At this point I am really trying to not let fear hold me back. I've been trying hard to listen to my fear and interpret it reasonably. Like I recently started taking singing lessons. I have always loved to sing, and have gotten over a huge fear of singing in public over the last few years. I am finally getting lessons to really understand and tune my instrument. That all really scares me. But I found a great teacher and I am brave enough to push through, so even though it's only been 2 lessons, I am so committed and grateful that I am putting myself out there. The whole dating thing is more difficult. It's hard to know if the lessons I've learned about being mistreated and what different behaviors are will help or hurt. I still need to work on standing up for myself when I am uncomfortable. But I also need to make sure that I am not interpreting innocuous behavior as something worse. Because it's not necessarily once specific phrase or instance that is harmful, but rather patterns of behavior. And as I learn to speak up for myself better, reactions to that are also very telling.

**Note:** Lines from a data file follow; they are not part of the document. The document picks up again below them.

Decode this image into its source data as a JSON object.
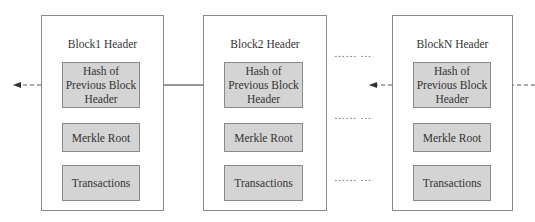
{
  "diagram": {
    "blocks": [
      {
        "title": "Block1 Header",
        "fields": [
          "Hash of Previous Block Header",
          "Merkle Root",
          "Transactions"
        ]
      },
      {
        "title": "Block2 Header",
        "fields": [
          "Hash of Previous Block Header",
          "Merkle Root",
          "Transactions"
        ]
      },
      {
        "title": "BlockN Header",
        "fields": [
          "Hash of Previous Block Header",
          "Merkle Root",
          "Transactions"
        ]
      }
    ],
    "ellipsis": "…… …",
    "ellipsis_rows": [
      "…… …",
      "…… …",
      "…… …"
    ],
    "colors": {
      "field_fill": "#d4d4d4",
      "border": "#8a8a8a",
      "arrow": "#333333"
    }
  }
}
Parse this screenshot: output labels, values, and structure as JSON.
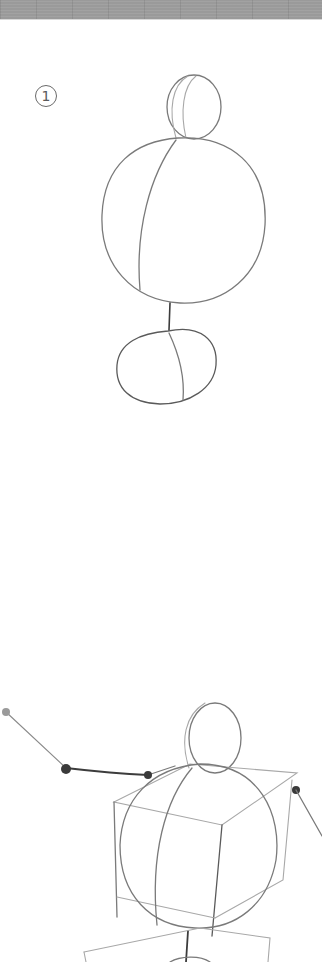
{
  "page": {
    "header_band": {
      "pattern": "grey-greek-key-strip",
      "color": "#9a9a9a"
    },
    "steps": [
      {
        "number": "1",
        "label": "①",
        "figure": "head-circle-over-large-body-circle-and-pelvis-oval"
      },
      {
        "figure": "head-circle-with-box-torso-and-outstretched-arm-with-joints"
      }
    ],
    "colors": {
      "background": "#ffffff",
      "pencil": "#7a7a7a",
      "pencil_dark": "#3c3c3c",
      "badge": "#6a6a6a"
    }
  }
}
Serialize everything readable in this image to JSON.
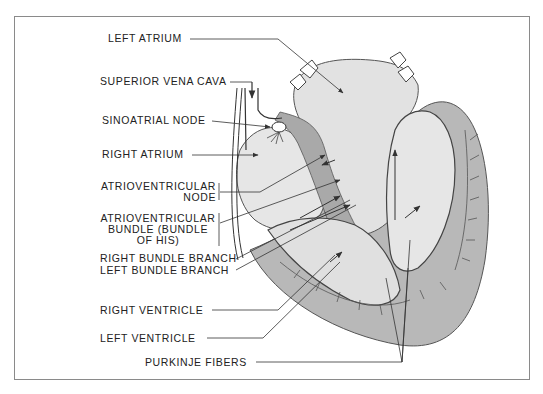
{
  "diagram": {
    "labels": {
      "left_atrium": "LEFT ATRIUM",
      "superior_vena_cava": "SUPERIOR VENA CAVA",
      "sinoatrial_node": "SINOATRIAL NODE",
      "right_atrium": "RIGHT ATRIUM",
      "av_node_1": "ATRIOVENTRICULAR",
      "av_node_2": "NODE",
      "av_bundle_1": "ATRIOVENTRICULAR",
      "av_bundle_2": "BUNDLE (BUNDLE",
      "av_bundle_3": "OF HIS)",
      "right_bundle_branch": "RIGHT BUNDLE BRANCH",
      "left_bundle_branch": "LEFT BUNDLE BRANCH",
      "right_ventricle": "RIGHT VENTRICLE",
      "left_ventricle": "LEFT VENTRICLE",
      "purkinje_fibers": "PURKINJE FIBERS"
    },
    "colors": {
      "frame": "#8a8a8a",
      "chamber_light": "#e4e4e4",
      "myocardium_dark": "#b5b5b5",
      "line": "#333333",
      "fibers": "#555555"
    }
  }
}
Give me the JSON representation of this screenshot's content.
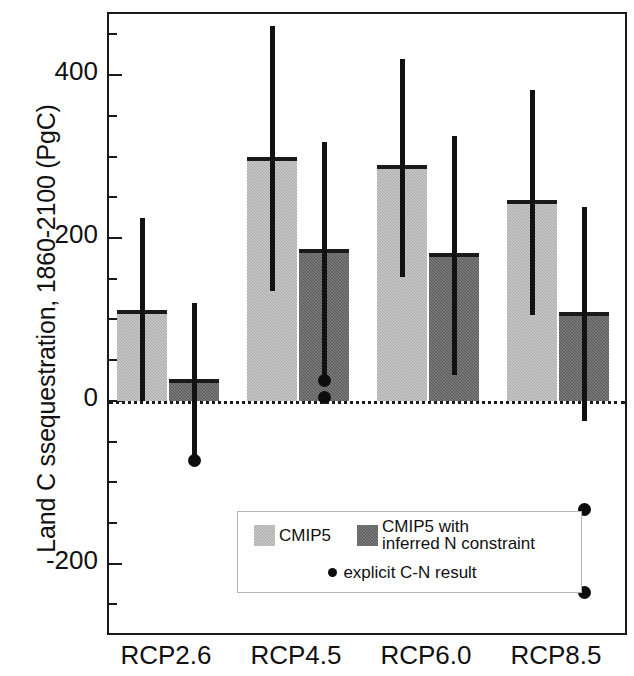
{
  "chart_data": {
    "type": "bar",
    "title": "",
    "xlabel": "",
    "ylabel": "Land C ssequestration, 1860-2100 (PgC)",
    "categories": [
      "RCP2.6",
      "RCP4.5",
      "RCP6.0",
      "RCP8.5"
    ],
    "ylim": [
      -290,
      475
    ],
    "yticks": [
      400,
      200,
      0,
      -200
    ],
    "ytick_labels": [
      "400",
      "200",
      "0",
      "-200"
    ],
    "yminor_ticks": [
      450,
      350,
      300,
      250,
      150,
      100,
      50,
      -50,
      -100,
      -150,
      -250
    ],
    "grid": false,
    "zero_line": true,
    "legend_position": "inside-lower-left",
    "series": [
      {
        "name": "CMIP5",
        "color": "#a9a9a9",
        "values": [
          110,
          298,
          288,
          245
        ],
        "err_low": [
          0,
          135,
          152,
          105
        ],
        "err_high": [
          225,
          460,
          420,
          382
        ]
      },
      {
        "name": "CMIP5 with inferred N constraint",
        "color": "#575757",
        "values": [
          25,
          185,
          180,
          108
        ],
        "err_low": [
          -70,
          30,
          32,
          -25
        ],
        "err_high": [
          120,
          318,
          325,
          238
        ]
      }
    ],
    "points": {
      "name": "explicit C-N result",
      "color": "#0d0d0d",
      "values": [
        {
          "category": "RCP2.6",
          "y": [
            -73
          ]
        },
        {
          "category": "RCP4.5",
          "y": [
            25,
            5
          ]
        },
        {
          "category": "RCP6.0",
          "y": [
            -160
          ]
        },
        {
          "category": "RCP8.5",
          "y": [
            -133,
            -235
          ]
        }
      ]
    },
    "legend": [
      {
        "label": "CMIP5",
        "swatch": "light"
      },
      {
        "label": "CMIP5 with\ninferred N constraint",
        "swatch": "dark"
      },
      {
        "label": "explicit C-N result",
        "swatch": "dot"
      }
    ]
  }
}
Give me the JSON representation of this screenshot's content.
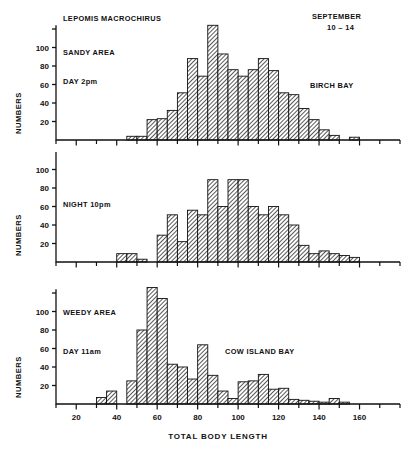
{
  "figure": {
    "title_species": "LEPOMIS MACROCHIRUS",
    "date_line1": "SEPTEMBER",
    "date_line2": "10 – 14",
    "xlabel": "TOTAL BODY LENGTH",
    "ylabel": "NUMBERS",
    "ink_color": "#111111",
    "bar_fill": "#cccccc",
    "background": "#ffffff"
  },
  "chart_data": [
    {
      "type": "bar",
      "panel": "top",
      "title": "LEPOMIS MACROCHIRUS",
      "annotations": [
        "LEPOMIS MACROCHIRUS",
        "SANDY AREA",
        "DAY 2pm",
        "SEPTEMBER",
        "10 – 14",
        "BIRCH BAY"
      ],
      "habitat": "SANDY AREA",
      "time": "DAY 2pm",
      "location": "BIRCH BAY",
      "xlabel": "TOTAL BODY LENGTH",
      "ylabel": "NUMBERS",
      "xlim": [
        10,
        180
      ],
      "ylim": [
        0,
        128
      ],
      "xticks": [
        20,
        40,
        60,
        80,
        100,
        120,
        140,
        160
      ],
      "xminor_step": 10,
      "yticks": [
        20,
        40,
        60,
        80,
        100
      ],
      "yticks_unlabeled": [
        120
      ],
      "grid": false,
      "bin_width": 5,
      "bin_starts": [
        45,
        50,
        55,
        60,
        65,
        70,
        75,
        80,
        85,
        90,
        95,
        100,
        105,
        110,
        115,
        120,
        125,
        130,
        135,
        140,
        145,
        150,
        155
      ],
      "values": [
        4,
        4,
        22,
        23,
        32,
        51,
        88,
        69,
        124,
        93,
        76,
        69,
        76,
        88,
        75,
        51,
        49,
        34,
        22,
        11,
        5,
        0,
        3
      ]
    },
    {
      "type": "bar",
      "panel": "middle",
      "annotations": [
        "NIGHT 10pm"
      ],
      "time": "NIGHT 10pm",
      "xlabel": "TOTAL BODY LENGTH",
      "ylabel": "NUMBERS",
      "xlim": [
        10,
        180
      ],
      "ylim": [
        0,
        128
      ],
      "xticks": [
        20,
        40,
        60,
        80,
        100,
        120,
        140,
        160
      ],
      "xminor_step": 10,
      "yticks": [
        20,
        40,
        60,
        80,
        100
      ],
      "yticks_unlabeled": [
        120
      ],
      "grid": false,
      "bin_width": 5,
      "bin_starts": [
        40,
        45,
        50,
        55,
        60,
        65,
        70,
        75,
        80,
        85,
        90,
        95,
        100,
        105,
        110,
        115,
        120,
        125,
        130,
        135,
        140,
        145,
        150,
        155
      ],
      "values": [
        9,
        9,
        3,
        0,
        29,
        51,
        22,
        56,
        51,
        89,
        60,
        89,
        89,
        60,
        51,
        60,
        51,
        40,
        18,
        9,
        12,
        9,
        7,
        5
      ]
    },
    {
      "type": "bar",
      "panel": "bottom",
      "annotations": [
        "WEEDY AREA",
        "DAY 11am",
        "COW ISLAND BAY"
      ],
      "habitat": "WEEDY AREA",
      "time": "DAY 11am",
      "location": "COW ISLAND BAY",
      "xlabel": "TOTAL BODY LENGTH",
      "ylabel": "NUMBERS",
      "xlim": [
        10,
        180
      ],
      "ylim": [
        0,
        128
      ],
      "xticks": [
        20,
        40,
        60,
        80,
        100,
        120,
        140,
        160
      ],
      "xminor_step": 10,
      "yticks": [
        20,
        40,
        60,
        80,
        100
      ],
      "yticks_unlabeled": [
        120
      ],
      "grid": false,
      "bin_width": 5,
      "bin_starts": [
        30,
        35,
        40,
        45,
        50,
        55,
        60,
        65,
        70,
        75,
        80,
        85,
        90,
        95,
        100,
        105,
        110,
        115,
        120,
        125,
        130,
        135,
        140,
        145,
        150,
        155
      ],
      "values": [
        7,
        14,
        0,
        25,
        80,
        126,
        114,
        43,
        40,
        27,
        64,
        31,
        14,
        6,
        24,
        25,
        32,
        16,
        17,
        5,
        4,
        3,
        2,
        6,
        2,
        0
      ]
    }
  ]
}
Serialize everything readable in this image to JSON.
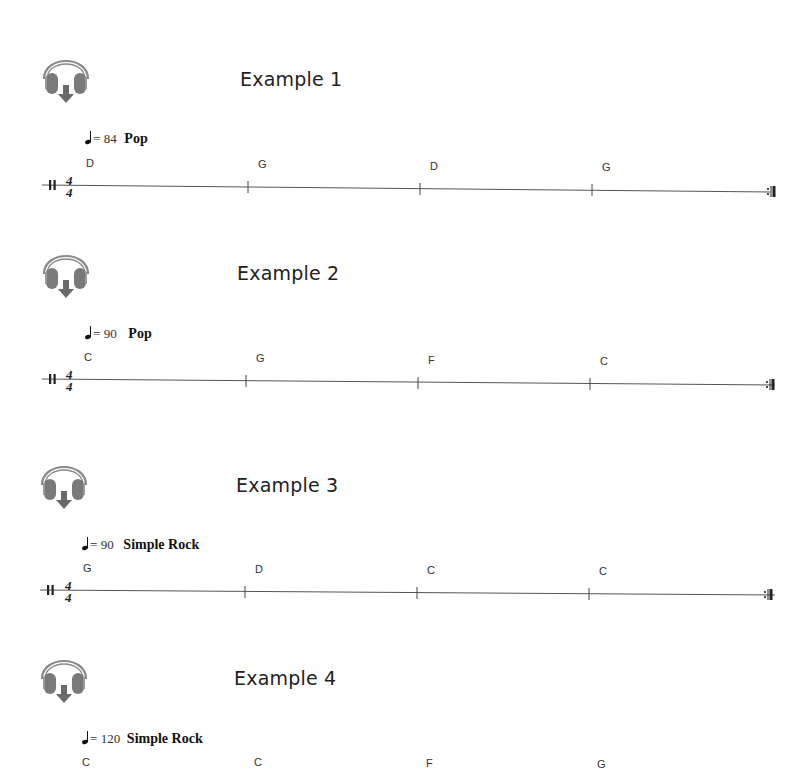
{
  "examples": [
    {
      "title": "Example 1",
      "tempo": {
        "bpm": "84",
        "style": "Pop",
        "equals": "="
      },
      "time_signature": {
        "top": "4",
        "bottom": "4"
      },
      "chords": [
        "D",
        "G",
        "D",
        "G"
      ],
      "icon": "headphones-download-icon"
    },
    {
      "title": "Example 2",
      "tempo": {
        "bpm": "90",
        "style": "Pop",
        "equals": "="
      },
      "time_signature": {
        "top": "4",
        "bottom": "4"
      },
      "chords": [
        "C",
        "G",
        "F",
        "C"
      ],
      "icon": "headphones-download-icon"
    },
    {
      "title": "Example 3",
      "tempo": {
        "bpm": "90",
        "style": "Simple Rock",
        "equals": "="
      },
      "time_signature": {
        "top": "4",
        "bottom": "4"
      },
      "chords": [
        "G",
        "D",
        "C",
        "C"
      ],
      "icon": "headphones-download-icon"
    },
    {
      "title": "Example 4",
      "tempo": {
        "bpm": "120",
        "style": "Simple Rock",
        "equals": "="
      },
      "time_signature": {
        "top": "4",
        "bottom": "4"
      },
      "chords": [
        "C",
        "C",
        "F",
        "G"
      ],
      "icon": "headphones-download-icon"
    }
  ],
  "colors": {
    "icon_gray": "#7a7a7a",
    "text": "#222222",
    "staff_line": "#555555"
  }
}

I think the biggest general lesson I've learned is that healing take time, it doesn't happen in a straight line, and it doesn't happen all at once. I just have to keep trying, keeping talking, keep working on the things my therapist suggests, keep letting myself feel my feelings, keep giving myself grace. Eventually all the things get uncovered, named and processed. But sometimes I don't know what I don't know until it's labeled, explained, gets a chord unceremoniously struck. There have been multiple times with different things where I've brought up things in a session that were just normal for me or I felt kind of petty for holding onto in my mind, but walked away from feeling heavier realizing my mind hung onto those things because they were not okay and it explains some other stuff. So as hard as it is, and as much as I worry it's taking too damn long, I will let myself heal however it takes because I know I am doing the work, however hard and messy it is. I don't want hurt to hold me back, and I definitely don't want to reenact my hurt onto others, so here I am, taking the hard road. But you know what? It's so much easier to face it and heal than to live hiding from it; people just can't always see that until they've started to climb that big ole scary Healing Mountain.